Adani Group to Participate in 5G Spectrum Auction to Set Up Private Network
For years they tiptoed around each other but now the groups led by billionaires Mukesh Ambani and Gautam Adani will for the first time be in direct competition when they later this month participate in the auction of airwaves capable of providing fifth generation or 5G telecom services.
But the rivalry between the two politically well-connected Gujarati businessmen will not yet see a full-blown market clash despite overlaps.
On Saturday, Adani group confirmed plans to participate in the July 26 5G spectrum auction but said the airwaves it was seeking was to set up a private network to help digitise its businesses from airports to energy to data centres.
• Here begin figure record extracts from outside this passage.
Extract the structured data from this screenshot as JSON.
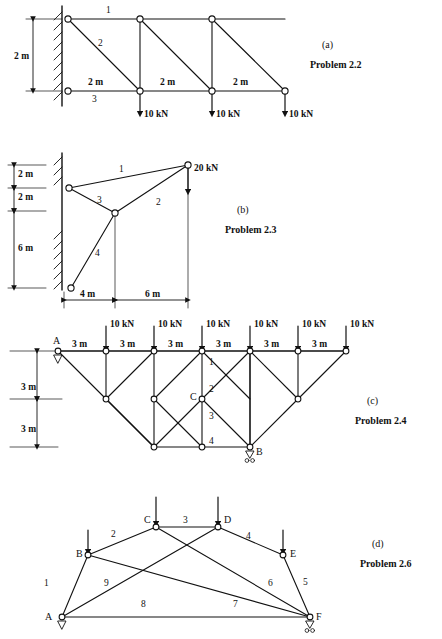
{
  "page": {
    "background": "#ffffff",
    "ink": "#111111",
    "width": 442,
    "height": 639
  },
  "figures": [
    {
      "id": "fig-a",
      "caption_tag": "(a)",
      "caption_title": "Problem 2.2",
      "caption_pos": [
        322,
        44
      ],
      "support_type": "wall-fixed",
      "vertical_dims": [
        "2 m"
      ],
      "span_dims": [
        "2 m",
        "2 m",
        "2 m"
      ],
      "member_numbers": [
        "1",
        "2",
        "3"
      ],
      "loads": [
        "10 kN",
        "10 kN",
        "10 kN"
      ]
    },
    {
      "id": "fig-b",
      "caption_tag": "(b)",
      "caption_title": "Problem 2.3",
      "caption_pos": [
        237,
        208
      ],
      "support_type": "wall-fixed",
      "vertical_dims": [
        "2 m",
        "2 m",
        "6 m"
      ],
      "span_dims": [
        "4 m",
        "6 m"
      ],
      "member_numbers": [
        "1",
        "2",
        "3",
        "4"
      ],
      "loads": [
        "20 kN"
      ]
    },
    {
      "id": "fig-c",
      "caption_tag": "(c)",
      "caption_title": "Problem 2.4",
      "caption_pos": [
        367,
        400
      ],
      "vertical_dims": [
        "3 m",
        "3 m"
      ],
      "span_dims": [
        "3 m",
        "3 m",
        "3 m",
        "3 m",
        "3 m",
        "3 m"
      ],
      "member_numbers": [
        "1",
        "2",
        "3",
        "4"
      ],
      "node_labels": [
        "A",
        "B",
        "C"
      ],
      "loads": [
        "10 kN",
        "10 kN",
        "10 kN",
        "10 kN",
        "10 kN",
        "10 kN"
      ]
    },
    {
      "id": "fig-d",
      "caption_tag": "(d)",
      "caption_title": "Problem 2.6",
      "caption_pos": [
        372,
        543
      ],
      "member_numbers": [
        "1",
        "2",
        "3",
        "4",
        "5",
        "6",
        "7",
        "8",
        "9"
      ],
      "node_labels": [
        "A",
        "B",
        "C",
        "D",
        "E",
        "F"
      ]
    }
  ],
  "fig_a": {
    "dims": [
      {
        "text": "2 m",
        "x": 14,
        "y": 52
      },
      {
        "text": "2 m",
        "x": 88,
        "y": 82
      },
      {
        "text": "2 m",
        "x": 160,
        "y": 82
      },
      {
        "text": "2 m",
        "x": 233,
        "y": 82
      }
    ],
    "members": [
      {
        "text": "1",
        "x": 106,
        "y": 8
      },
      {
        "text": "2",
        "x": 98,
        "y": 41
      },
      {
        "text": "3",
        "x": 92,
        "y": 98
      }
    ],
    "loads": [
      {
        "text": "10 kN",
        "x": 140,
        "y": 112
      },
      {
        "text": "10 kN",
        "x": 212,
        "y": 112
      },
      {
        "text": "10 kN",
        "x": 285,
        "y": 112
      }
    ]
  },
  "fig_b": {
    "dims": [
      {
        "text": "2 m",
        "x": 18,
        "y": 174
      },
      {
        "text": "2 m",
        "x": 18,
        "y": 196
      },
      {
        "text": "6 m",
        "x": 18,
        "y": 250
      },
      {
        "text": "4 m",
        "x": 80,
        "y": 291
      },
      {
        "text": "6 m",
        "x": 145,
        "y": 291
      }
    ],
    "members": [
      {
        "text": "1",
        "x": 119,
        "y": 169
      },
      {
        "text": "2",
        "x": 156,
        "y": 202
      },
      {
        "text": "3",
        "x": 97,
        "y": 200
      },
      {
        "text": "4",
        "x": 95,
        "y": 253
      }
    ],
    "loads": [
      {
        "text": "20 kN",
        "x": 198,
        "y": 169
      }
    ]
  },
  "fig_c": {
    "dims": [
      {
        "text": "3 m",
        "x": 21,
        "y": 386
      },
      {
        "text": "3 m",
        "x": 21,
        "y": 428
      },
      {
        "text": "3 m",
        "x": 79,
        "y": 344
      },
      {
        "text": "3 m",
        "x": 127,
        "y": 344
      },
      {
        "text": "3 m",
        "x": 175,
        "y": 344
      },
      {
        "text": "3 m",
        "x": 223,
        "y": 344
      },
      {
        "text": "3 m",
        "x": 271,
        "y": 344
      },
      {
        "text": "3 m",
        "x": 319,
        "y": 344
      }
    ],
    "members": [
      {
        "text": "1",
        "x": 230,
        "y": 363
      },
      {
        "text": "2",
        "x": 230,
        "y": 388
      },
      {
        "text": "3",
        "x": 230,
        "y": 415
      },
      {
        "text": "4",
        "x": 230,
        "y": 440
      }
    ],
    "nodes": [
      {
        "text": "A",
        "x": 56,
        "y": 340
      },
      {
        "text": "B",
        "x": 268,
        "y": 449
      },
      {
        "text": "C",
        "x": 196,
        "y": 393
      }
    ],
    "loads": [
      {
        "text": "10 kN",
        "x": 110,
        "y": 325
      },
      {
        "text": "10 kN",
        "x": 158,
        "y": 325
      },
      {
        "text": "10 kN",
        "x": 206,
        "y": 325
      },
      {
        "text": "10 kN",
        "x": 254,
        "y": 325
      },
      {
        "text": "10 kN",
        "x": 302,
        "y": 325
      },
      {
        "text": "10 kN",
        "x": 350,
        "y": 325
      }
    ]
  },
  "fig_d": {
    "members": [
      {
        "text": "1",
        "x": 44,
        "y": 583
      },
      {
        "text": "2",
        "x": 111,
        "y": 534
      },
      {
        "text": "3",
        "x": 183,
        "y": 521
      },
      {
        "text": "4",
        "x": 246,
        "y": 536
      },
      {
        "text": "5",
        "x": 303,
        "y": 582
      },
      {
        "text": "6",
        "x": 268,
        "y": 583
      },
      {
        "text": "7",
        "x": 233,
        "y": 604
      },
      {
        "text": "8",
        "x": 141,
        "y": 604
      },
      {
        "text": "9",
        "x": 104,
        "y": 583
      }
    ],
    "nodes": [
      {
        "text": "A",
        "x": 48,
        "y": 620
      },
      {
        "text": "B",
        "x": 80,
        "y": 548
      },
      {
        "text": "C",
        "x": 143,
        "y": 519
      },
      {
        "text": "D",
        "x": 224,
        "y": 519
      },
      {
        "text": "E",
        "x": 289,
        "y": 548
      },
      {
        "text": "F",
        "x": 316,
        "y": 620
      }
    ]
  }
}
This meant no entry into the consumer mobile telephony space, where Ambani’s Reliance Jio is the largest player.
Jio as well as telecom czar Sunil Bharti Mittal’s Bharti Airtel and Vodafone Idea Ltd — the other two dominated telecom companies in the country — have also made applications to participate in the 5G auction, three sources with knowledge of the matter said.
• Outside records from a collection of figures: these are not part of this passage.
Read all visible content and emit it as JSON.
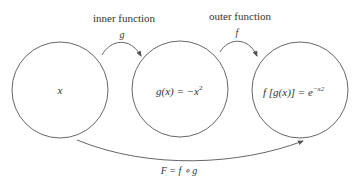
{
  "diagram": {
    "type": "function-composition",
    "nodes": [
      {
        "id": "domain",
        "label": "x"
      },
      {
        "id": "inner",
        "label_main": "g(x) = −x",
        "label_sup": "2"
      },
      {
        "id": "outer",
        "label_main": "f [g(x)] = e",
        "label_sup": "−x2"
      }
    ],
    "edges": [
      {
        "from": "domain",
        "to": "inner",
        "title": "inner function",
        "symbol": "g"
      },
      {
        "from": "inner",
        "to": "outer",
        "title": "outer function",
        "symbol": "f"
      },
      {
        "from": "domain",
        "to": "outer",
        "symbol": "F = f ∘ g"
      }
    ],
    "colors": {
      "stroke": "#555555",
      "text": "#333333",
      "background": "#ffffff"
    }
  }
}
While the three will be bidding to corner spectrum to support a pan-India rollout of 5G voice and data services, Adani will compete to get the same airwaves for private captive networks.
Incidentally, the telecom companies in the run-up for the auction bitterly opposed any direct allocation of spectrum to non-telecom entities for setting up private captive networks as it would severely impact their businesses. They wanted the non-telcos to lease out spectrum from them or they set up private captive networks for them. But the government weighed in favour of private networks.
Adani and Ambani — the nation’s richest — had taken contrasting approaches to business diversification, which in recent months has seen increasing overlap.
While Ambani, 65, expanded from the oil refining and petrochemicals business into consumer facing telecom and retail businesses, Adani diversified from operating ports to producing coal, energy distribution, airports, data centres and more recently into cement and copper.
Adani, 60, has in recent months set up a subsidiary for a foray into petrochemicals — a business that Ambani’s father Dhirubhai began with before its downstream and upstream operations.
Ambani too has announced multi-billion-dollar plans for new energy business, including Giga factories for solar panels, batteries, green hydrogen and fuel cells. Adani, who had previously announced plans to be the world’s largest renewable energy producer by 2030, too has unveiled hydrogen ambitions.
Sources, however, said while there is an overlap in the clean energy space, there is no direct competition between the two. While Adani group is looking to split water using solar power to produce green hydrogen, Ambani’s Reliance is looking at producing hydrogen from natural gas and other hydrocarbons supported by carbon capture and storage.
“Where is the direct competition,” a source asked. “Adani will desalinate sea water for use in electrolysers to produce green hydrogen while Ambani is looking to decarbonise his oil business.” And while they will have a face-off at the spectrum auction, there will be no direct competition on ground yet, another source said.
Reliance owns the world’s largest refining complex at Jamnagar in Gujarat and is also a leading manufacturer of polymers, polyester and fiber-intermediates. Adani, on the other hand, is focused on coal in the hydrocarbon space, with mines in India, Indonesia and Australia, and thermal power plants.
While Ambani made a slew of investments in clean energy space, Adani’s petrochemical ambitions came unstuck twice — Covid pandemic led to shelving of a USD 4 billion acrylics complex near Mundra in Gujarat that was planned in collaboration with BASF SE, Borealis AG and Abu Dhabi National Oil Co (Adnoc), and a plant with Taiwan’s CPC Corp too couldn’t make much headway.
But their balance sheets are quite different. While Adani group firms have borrowed, Ambani has ploughed cash generated from traditional oil refining and petrochemicals business into newer areas.
Ambani raised $27 billion (roughly Rs. 2700 crore) in 2020 from the likes of Facebook, Google and an array of private equity funds. Adani, which has sold stakes in the renewable energy firm, gas distribution company and new energy unit to France’s TotalEnergies SE, isn’t lagging with $17 billion (roughly Rs. 1700 crore) spent on 32 acquisitions.
On Saturday, Adani said the spectrum it intends to buy is “to provide private network solutions along with enhanced cyber security in the airport, ports and logistics, power generation, transmission, distribution, and various manufacturing operations.” Adani Group plans to use the airwaves for its data centre as well as the super app it is building to support businesses from electricity distribution to airports, gas retailing to ports.
“As we build our own digital platform encompassing super apps, edge data centres, and industry command and control centres, we will need ultra high quality data streaming capabilities through a high frequency and low latency 5G network across all our businesses,” it had said in a statement.